Welcome back. I hope that the New Year finds you in good health and resolved to do whatever you can to help make online journalism a more accurate and enlightened source of influence in our world.
Perhaps this will be the year that we can end forever the silliest and most self-destructive debate in our industry, that of “mainstream” vs. “citizen” journalism. (Here’s today’s example of journalists promoting this totally unnecessary division, courtesy the St. Paul Pioneer Press.)
Journalism is journalism, no matter who does it, or where. Let me show you one recent example where a “mainstream” news report could have benefited from adopting “citizen” journalism techniques, as a way of illustrating the missed opportunities that this “you’re one or the other” attitude can create.
The Los Angeles Times yesterday ran an intriguing story by staff writer David Streitfeld on Amazon.com. [“Amazon mystery: pricing of books”, Jan. 2, 2007.] Streitfeld had noticed that the price of an item he’d wanted to buy from Amazon had increased between the time he’d selected it and he went to go pay for it the next day.
Price shifts like this are not uncommon online. Most travel websites warn buyers to purchase right away, as airlines and hoteliers change prices frequently. And the price of newly issued books and music can swing wildly, as retailers put items on or off sale in an effort to dump product or cash in on a hot release.
But a two-year-old title like “The Cast Iron Skillet Cookbook,” which Streitfeld sought to buy (and, by coincidence, my sister-in-law bought me for Christmas – thanks, Katie!) usually stays the same price for a long time. When Amazon hiked the price on him 51 cents, Streitfeld got curious.
He selected a variety of other items, put them in his Amazon shopping cart, and noted what happened to their prices. Many went up; a few went down. Amazon evaded questions about its pricing strategies, and analysts offered opinions about “dynamic pricing.”
Interesting, but the story didn’t offer supporting data beyond Streitfeld’s experiment. And here’s where readers could have been involved.
Obviously, many Times readers have bought books and other merchandise from Amazon. Perhaps some of them have noted similar price shifts. But some Times readers, including myself, have access to quite a bit more than personal shopping data from Amazon.com.

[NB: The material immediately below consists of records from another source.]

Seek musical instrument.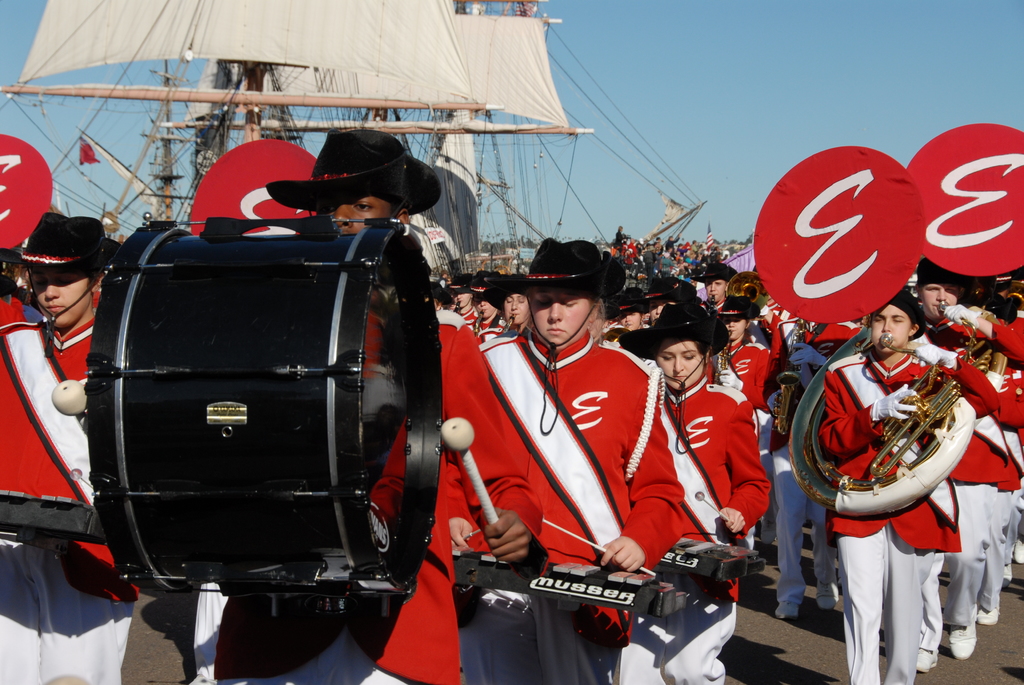
crop(0, 482, 116, 552).
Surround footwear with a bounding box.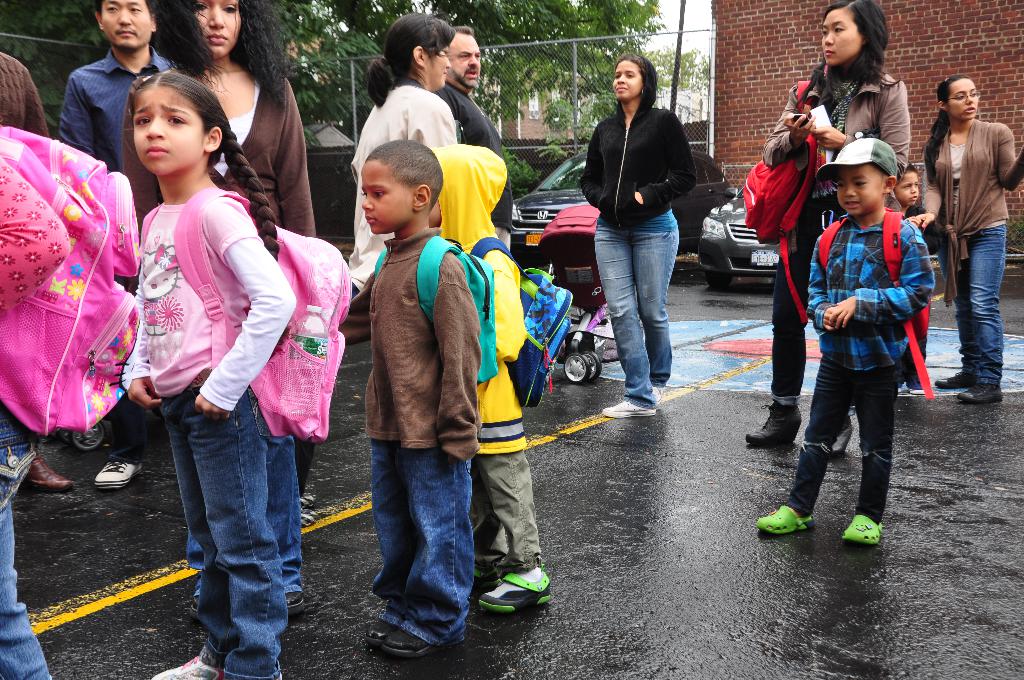
bbox(597, 397, 664, 418).
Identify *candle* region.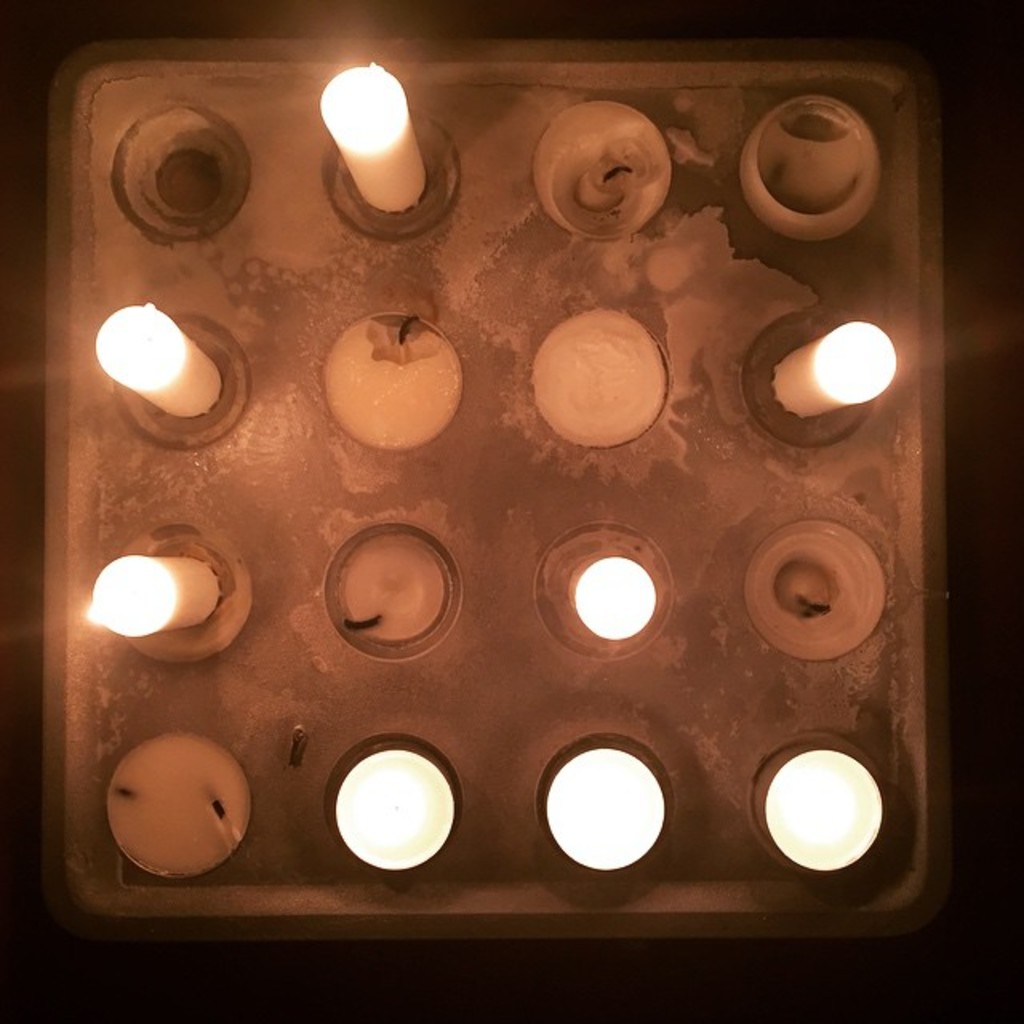
Region: [x1=544, y1=746, x2=661, y2=874].
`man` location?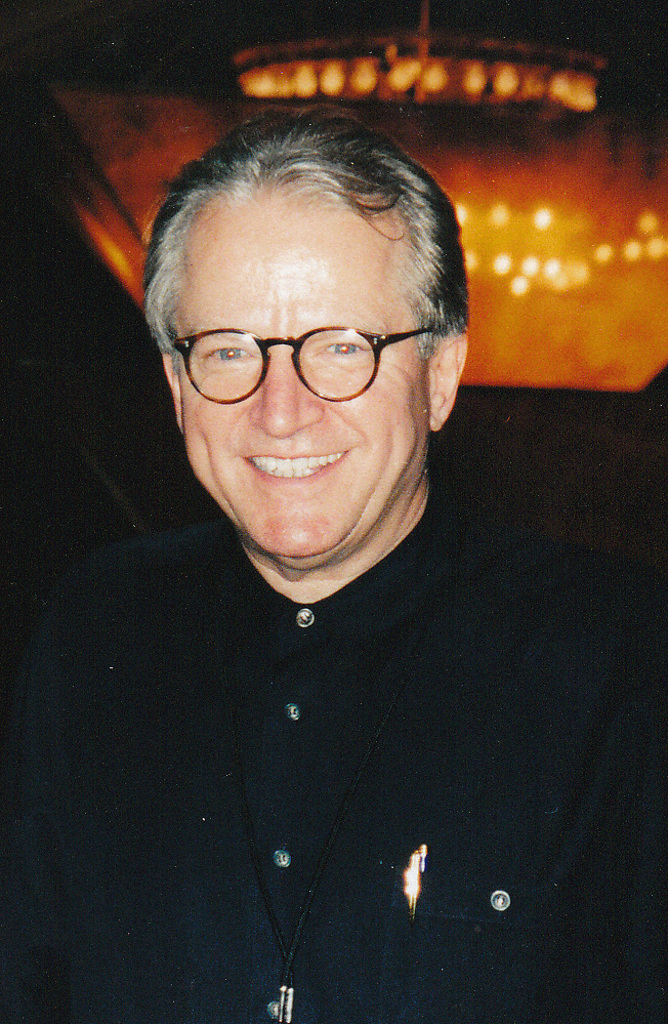
box(0, 107, 667, 1023)
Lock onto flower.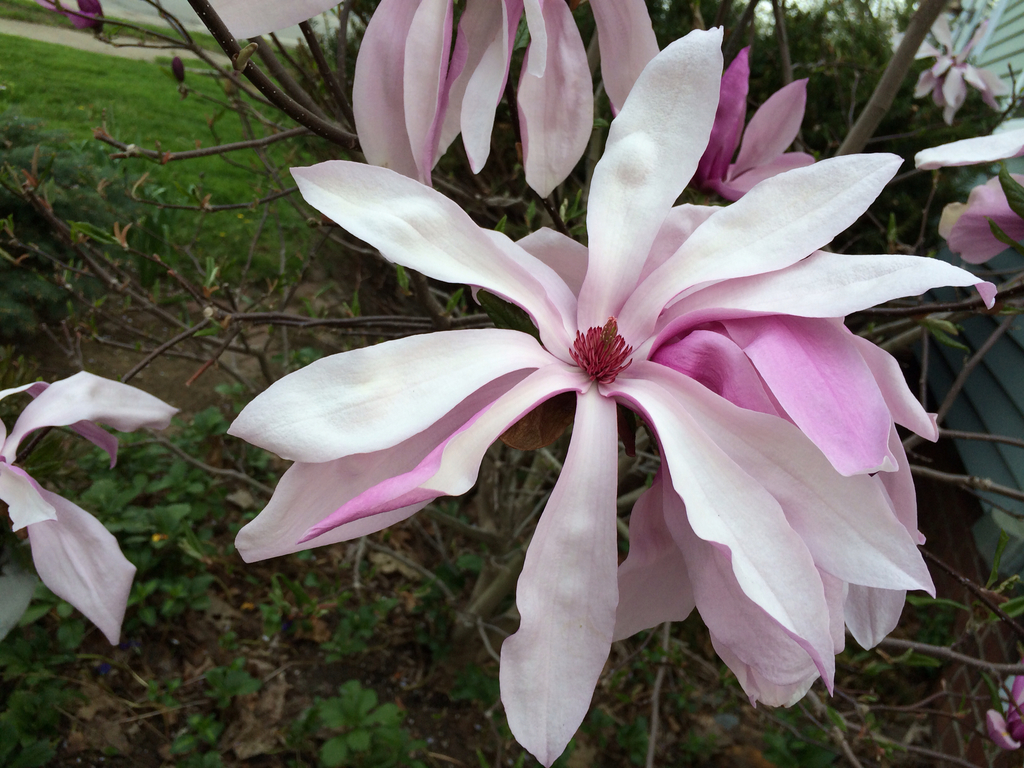
Locked: [left=943, top=175, right=1023, bottom=265].
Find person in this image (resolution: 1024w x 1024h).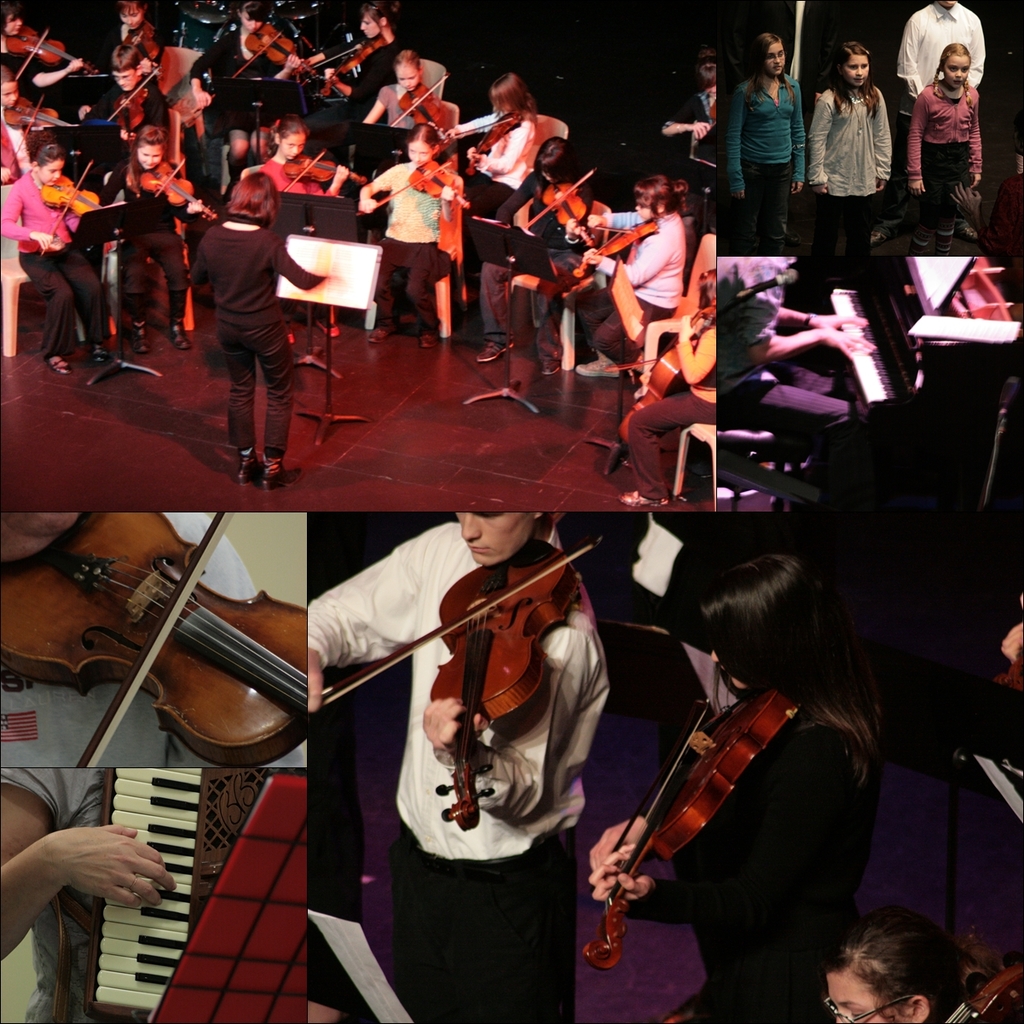
578 173 691 362.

For 10 years I’ve included “associates” links to Amazon.com from the statistics tutorial on my personal website. Amazon’s associates program, for those who do not know, pays Web publishers a small percentage of an item’s sale price whenever a customer buys something after clicking to Amazon from that Web publisher’s site.
Amazon provides its associates a reporting tool tracks the number and price of the items that it sells via the links from their sites. That gives Amazon’s associates access to a potentially impressive amount of sales and pricing data.
For example, by far the most popular item sold from links on my personal site is a book called “The Cartoon Guide to Statistics.” Clicking through the associates’ sales data for 2006, using the reporting tool Amazon provides, I found that Amazon had sold 90 copies of the book to my site’s readers.
But, supporting Streitfeld’s report, not all of those copies were sold at the same price. Here’s the distribution:
27 @ $11.02
14 @ $11.53
22 @ $11.67
27 @ $12.21
Clearly, Amazon is not keeping prices constant for this title, despite the facts that it was published more than a decade ago and remains in print. But I wanted to dig deeper. When did Amazon change these prices during the year?
Amazon’s associates sales reporting tool makes it somewhat difficult to plot the dates of individual sales. But I could easily break down the sales data by quarter.
Q1: 11 @ $11.02, 12 @ $11.53
Q2: 16 @ $11.02, 11@ $11.67
Q3: 11 @ $11.67, 12 @ $12.21
Q4: 15 @ $12.21
The data supports the hypothesis that prices vary on Amazon.com throughout the year on well-established titles. And that the price trends higher as the year goes on.
What the Times needed was a way for associates like me to append our data to Streitfeld’s report. That way, the Times’ reporter and its readers could, together, draw a more detailed picture of Amazon’s pricing patterns. Are price adjustments based upon time an item spends in a user’s shopping cart? Or do prices move with the calendar?
Unfortunately, the Times website [full disclosure, again, especially for new OJR readers, I used to work there] does not offer a way for readers to post relevant data to a database that could test Streitfeld’s hypothesis. Nor does it even provide a way for a reader to append a simple comment to the story, where readers like me could add our experiences.
“Citizen journalism” provides professional reporters the chance to collect many more data points than they can on their own. And “mainstream media” provide readers an established, popular distribution channel for the information we have and can collect. Not to mention a century of wisdom on sourcing, avoiding libel and narrative storytelling technique.
And our readers don’t care. They just want the most complete, accurate and engaging coverage possible. They don’t how we make the sausage, or even who makes it. They just want to eat.
So let’s resolve in 2007 to set this division aside, quit arguing about how we’ve done journalism in the past and start finding new, innovative ways to do it better in the future.